• _EXERCISE DIRECTIONS_
Scan the data beneath this task and copy each line that includes "will".

(Stored data)

########################################

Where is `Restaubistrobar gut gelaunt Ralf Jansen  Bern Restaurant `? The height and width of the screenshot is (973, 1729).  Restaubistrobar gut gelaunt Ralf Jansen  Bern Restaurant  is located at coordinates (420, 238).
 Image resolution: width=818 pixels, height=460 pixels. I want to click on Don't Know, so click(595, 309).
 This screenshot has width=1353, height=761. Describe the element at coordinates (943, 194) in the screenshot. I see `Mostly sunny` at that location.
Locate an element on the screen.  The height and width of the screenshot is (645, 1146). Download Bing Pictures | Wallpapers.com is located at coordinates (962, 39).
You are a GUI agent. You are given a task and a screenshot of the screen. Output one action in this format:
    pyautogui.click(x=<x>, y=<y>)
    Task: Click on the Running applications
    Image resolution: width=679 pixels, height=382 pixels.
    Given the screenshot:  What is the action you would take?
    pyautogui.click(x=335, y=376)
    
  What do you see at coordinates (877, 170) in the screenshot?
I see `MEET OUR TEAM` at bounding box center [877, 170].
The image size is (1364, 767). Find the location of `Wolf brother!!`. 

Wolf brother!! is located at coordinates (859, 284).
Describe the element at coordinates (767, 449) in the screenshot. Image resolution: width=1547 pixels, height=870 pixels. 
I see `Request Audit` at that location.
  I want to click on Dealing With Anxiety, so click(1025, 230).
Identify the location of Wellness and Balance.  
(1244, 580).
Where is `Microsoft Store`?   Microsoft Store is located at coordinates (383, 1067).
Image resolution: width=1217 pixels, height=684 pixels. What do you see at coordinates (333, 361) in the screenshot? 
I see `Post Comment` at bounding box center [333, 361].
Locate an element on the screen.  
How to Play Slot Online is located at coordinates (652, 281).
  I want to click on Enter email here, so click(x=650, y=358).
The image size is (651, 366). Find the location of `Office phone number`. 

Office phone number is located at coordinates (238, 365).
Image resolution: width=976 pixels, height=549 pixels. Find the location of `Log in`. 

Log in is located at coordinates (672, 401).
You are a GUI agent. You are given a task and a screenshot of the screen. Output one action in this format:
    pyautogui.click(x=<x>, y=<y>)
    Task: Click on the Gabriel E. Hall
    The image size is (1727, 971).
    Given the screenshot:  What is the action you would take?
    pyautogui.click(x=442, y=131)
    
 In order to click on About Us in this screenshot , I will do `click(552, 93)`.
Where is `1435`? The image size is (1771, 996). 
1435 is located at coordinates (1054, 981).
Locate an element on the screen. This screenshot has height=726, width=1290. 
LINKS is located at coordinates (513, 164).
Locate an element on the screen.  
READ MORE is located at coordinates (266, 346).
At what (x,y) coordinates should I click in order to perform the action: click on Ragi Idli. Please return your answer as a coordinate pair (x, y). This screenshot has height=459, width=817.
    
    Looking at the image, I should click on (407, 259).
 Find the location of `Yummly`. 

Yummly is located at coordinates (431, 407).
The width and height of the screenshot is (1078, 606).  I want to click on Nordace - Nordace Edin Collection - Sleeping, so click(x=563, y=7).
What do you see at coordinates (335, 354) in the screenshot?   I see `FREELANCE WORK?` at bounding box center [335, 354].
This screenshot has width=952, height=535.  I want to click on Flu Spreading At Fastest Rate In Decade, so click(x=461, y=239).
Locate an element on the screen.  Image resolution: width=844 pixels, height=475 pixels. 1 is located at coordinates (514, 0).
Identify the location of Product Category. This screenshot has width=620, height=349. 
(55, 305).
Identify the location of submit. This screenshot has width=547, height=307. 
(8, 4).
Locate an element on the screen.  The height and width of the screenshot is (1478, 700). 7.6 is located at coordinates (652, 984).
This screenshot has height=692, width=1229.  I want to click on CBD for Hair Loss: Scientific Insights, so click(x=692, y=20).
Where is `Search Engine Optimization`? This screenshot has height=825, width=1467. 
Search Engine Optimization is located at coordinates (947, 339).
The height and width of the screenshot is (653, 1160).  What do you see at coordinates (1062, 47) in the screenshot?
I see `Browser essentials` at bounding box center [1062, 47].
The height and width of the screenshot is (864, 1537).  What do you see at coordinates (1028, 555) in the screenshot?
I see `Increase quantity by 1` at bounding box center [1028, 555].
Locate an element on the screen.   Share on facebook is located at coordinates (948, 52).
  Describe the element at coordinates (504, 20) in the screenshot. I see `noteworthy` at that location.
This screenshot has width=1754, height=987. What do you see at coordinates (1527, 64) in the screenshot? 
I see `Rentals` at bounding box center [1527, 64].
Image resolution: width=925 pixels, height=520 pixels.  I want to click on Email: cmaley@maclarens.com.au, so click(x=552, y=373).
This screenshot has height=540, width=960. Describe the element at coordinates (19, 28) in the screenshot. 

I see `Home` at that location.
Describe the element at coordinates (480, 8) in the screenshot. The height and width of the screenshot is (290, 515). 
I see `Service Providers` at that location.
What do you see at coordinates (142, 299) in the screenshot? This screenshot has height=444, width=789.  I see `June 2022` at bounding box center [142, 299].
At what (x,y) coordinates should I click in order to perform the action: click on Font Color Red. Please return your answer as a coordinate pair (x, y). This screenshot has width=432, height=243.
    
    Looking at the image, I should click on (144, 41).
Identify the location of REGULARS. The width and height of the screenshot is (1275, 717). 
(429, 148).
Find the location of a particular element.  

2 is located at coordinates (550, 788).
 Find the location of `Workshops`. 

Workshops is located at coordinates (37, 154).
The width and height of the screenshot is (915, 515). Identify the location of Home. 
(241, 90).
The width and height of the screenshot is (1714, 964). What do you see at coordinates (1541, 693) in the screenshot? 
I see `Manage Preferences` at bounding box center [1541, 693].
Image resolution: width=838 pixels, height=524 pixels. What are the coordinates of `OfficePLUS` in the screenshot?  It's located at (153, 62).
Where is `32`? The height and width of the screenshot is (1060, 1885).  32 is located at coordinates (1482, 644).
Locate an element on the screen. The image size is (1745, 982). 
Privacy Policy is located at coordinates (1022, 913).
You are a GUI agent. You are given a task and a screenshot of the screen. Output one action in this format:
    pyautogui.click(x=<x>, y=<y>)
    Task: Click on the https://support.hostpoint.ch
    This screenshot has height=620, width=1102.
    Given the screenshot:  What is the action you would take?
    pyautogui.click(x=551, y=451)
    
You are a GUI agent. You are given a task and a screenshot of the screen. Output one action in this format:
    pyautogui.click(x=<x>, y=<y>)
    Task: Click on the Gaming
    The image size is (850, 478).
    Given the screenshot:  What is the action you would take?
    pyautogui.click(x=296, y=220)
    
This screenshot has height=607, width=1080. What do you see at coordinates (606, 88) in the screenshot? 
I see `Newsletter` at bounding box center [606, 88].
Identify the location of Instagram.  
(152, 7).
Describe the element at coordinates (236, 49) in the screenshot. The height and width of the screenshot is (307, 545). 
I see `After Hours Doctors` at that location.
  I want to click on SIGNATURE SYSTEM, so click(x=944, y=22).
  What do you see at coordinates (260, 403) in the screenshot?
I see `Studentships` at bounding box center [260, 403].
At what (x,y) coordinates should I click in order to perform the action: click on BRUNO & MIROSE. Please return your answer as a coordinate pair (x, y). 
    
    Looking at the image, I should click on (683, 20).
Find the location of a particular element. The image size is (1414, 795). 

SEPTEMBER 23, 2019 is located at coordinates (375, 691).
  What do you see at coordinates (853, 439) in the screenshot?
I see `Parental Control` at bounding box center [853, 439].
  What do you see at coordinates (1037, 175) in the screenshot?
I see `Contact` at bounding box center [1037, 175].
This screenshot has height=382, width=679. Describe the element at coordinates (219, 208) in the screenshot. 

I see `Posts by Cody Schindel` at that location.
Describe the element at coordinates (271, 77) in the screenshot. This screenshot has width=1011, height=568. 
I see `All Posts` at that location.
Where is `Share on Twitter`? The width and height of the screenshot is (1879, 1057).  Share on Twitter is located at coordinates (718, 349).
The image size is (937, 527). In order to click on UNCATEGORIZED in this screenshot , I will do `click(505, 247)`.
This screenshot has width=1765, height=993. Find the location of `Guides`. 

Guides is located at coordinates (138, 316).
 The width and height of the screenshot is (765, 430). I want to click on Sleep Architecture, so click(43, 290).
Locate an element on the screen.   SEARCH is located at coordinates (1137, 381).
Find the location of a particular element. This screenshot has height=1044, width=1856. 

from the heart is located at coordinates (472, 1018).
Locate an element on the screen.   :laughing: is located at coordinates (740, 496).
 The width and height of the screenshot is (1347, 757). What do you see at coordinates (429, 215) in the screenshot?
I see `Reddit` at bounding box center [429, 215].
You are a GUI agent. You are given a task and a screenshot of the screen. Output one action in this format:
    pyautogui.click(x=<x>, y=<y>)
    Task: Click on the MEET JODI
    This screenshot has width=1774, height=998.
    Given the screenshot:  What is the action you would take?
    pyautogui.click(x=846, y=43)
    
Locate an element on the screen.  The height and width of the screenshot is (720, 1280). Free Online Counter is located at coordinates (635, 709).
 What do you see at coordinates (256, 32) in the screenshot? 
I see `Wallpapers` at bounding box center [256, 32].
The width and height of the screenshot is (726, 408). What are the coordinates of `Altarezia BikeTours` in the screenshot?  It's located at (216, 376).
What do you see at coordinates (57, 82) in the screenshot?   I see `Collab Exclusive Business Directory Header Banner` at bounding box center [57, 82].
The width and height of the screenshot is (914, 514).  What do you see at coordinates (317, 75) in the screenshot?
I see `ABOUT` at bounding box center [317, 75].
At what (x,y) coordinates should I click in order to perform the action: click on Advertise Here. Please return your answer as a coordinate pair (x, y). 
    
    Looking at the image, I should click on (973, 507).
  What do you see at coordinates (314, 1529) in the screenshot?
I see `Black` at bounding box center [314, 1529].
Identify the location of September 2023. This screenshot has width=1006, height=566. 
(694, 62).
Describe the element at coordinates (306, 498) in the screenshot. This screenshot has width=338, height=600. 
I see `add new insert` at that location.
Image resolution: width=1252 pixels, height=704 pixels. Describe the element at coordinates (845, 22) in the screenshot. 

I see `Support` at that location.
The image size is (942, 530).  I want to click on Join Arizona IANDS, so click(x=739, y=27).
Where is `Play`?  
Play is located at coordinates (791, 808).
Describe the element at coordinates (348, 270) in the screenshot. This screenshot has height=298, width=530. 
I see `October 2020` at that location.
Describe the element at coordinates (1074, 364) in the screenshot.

########################################

• _WRITTEN ANSWER_
 In order to click on About Us in this screenshot , I will do `click(552, 93)`.
The image size is (937, 527). In order to click on UNCATEGORIZED in this screenshot , I will do `click(505, 247)`.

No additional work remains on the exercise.